Researchers at California State University have studied sediments from a nearby lake in Cahokia. They concluded a decrease in summer precipitation of about 1150 DA.
Among other things, they looked at fecal stanols, molecules found in cereals, peanuts and vegetable oils, which are eliminated in feces.
The greater the number of people who have lived and defecated there, the more stanols are evident in lake sediments, so that stanols can be used as population size and movement.
Cahokia was the largest and most influential urban settlement in Mississippian culture, which developed advanced societies in much of what is now the central and southeastern United States, beginning more than 1,000 years ago. before contact with Europe. Its population was at its peak in the 1200s, about 20,000 people would not be surpassed by any city in the United States before the end of the 18th century.
AJ White, lead author of the Wisconsin-Madison study, said, "The way to rebuild a population generally involves archaeological data, which are distinct from the data being studied by climatologists."

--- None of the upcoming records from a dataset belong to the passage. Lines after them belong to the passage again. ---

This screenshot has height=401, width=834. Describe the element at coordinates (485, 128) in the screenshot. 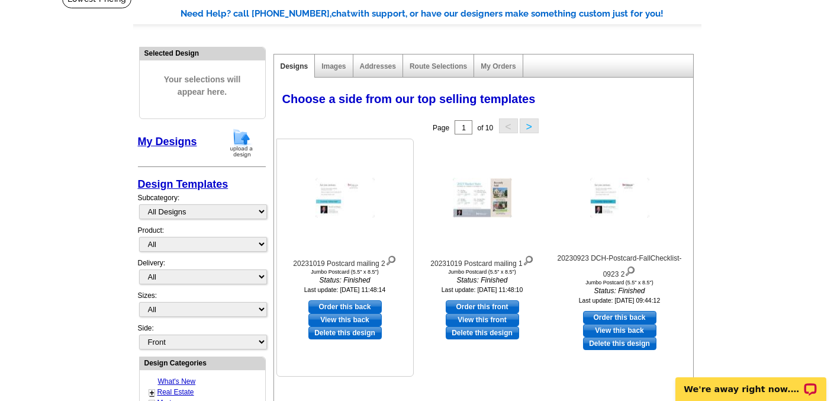

I see `span: of 10` at that location.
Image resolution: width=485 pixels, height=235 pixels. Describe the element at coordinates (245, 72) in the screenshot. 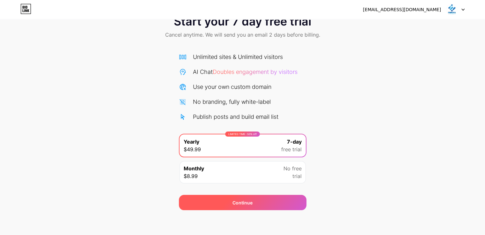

"Because the sediments of a lake accumulate in layers, they allow scientists to capture snapshots of time throughout the history of an area through sediment cores." .
"The deeper layers form earlier than the layers found above and all the material of a layer is about the same age."
Archaeologists know that around the year 900, the inhabitants of the region began to grow corn and their population exploded, as evidenced by the number and size of buildings and structures that have emerged in the region. .
Data from the study showed that summer precipitation probably decreased towards the beginning of the Cahokia decline.
This could have affected people's ability to grow their maize, a staple crop.
The latest changes are thought to have coincided with a major flooding of the Mississippi River around the same time.
Consecutive years of summer droughts followed by a major flood would have put great pressure on the colony's farming system and could explain why the city was suddenly abandoned.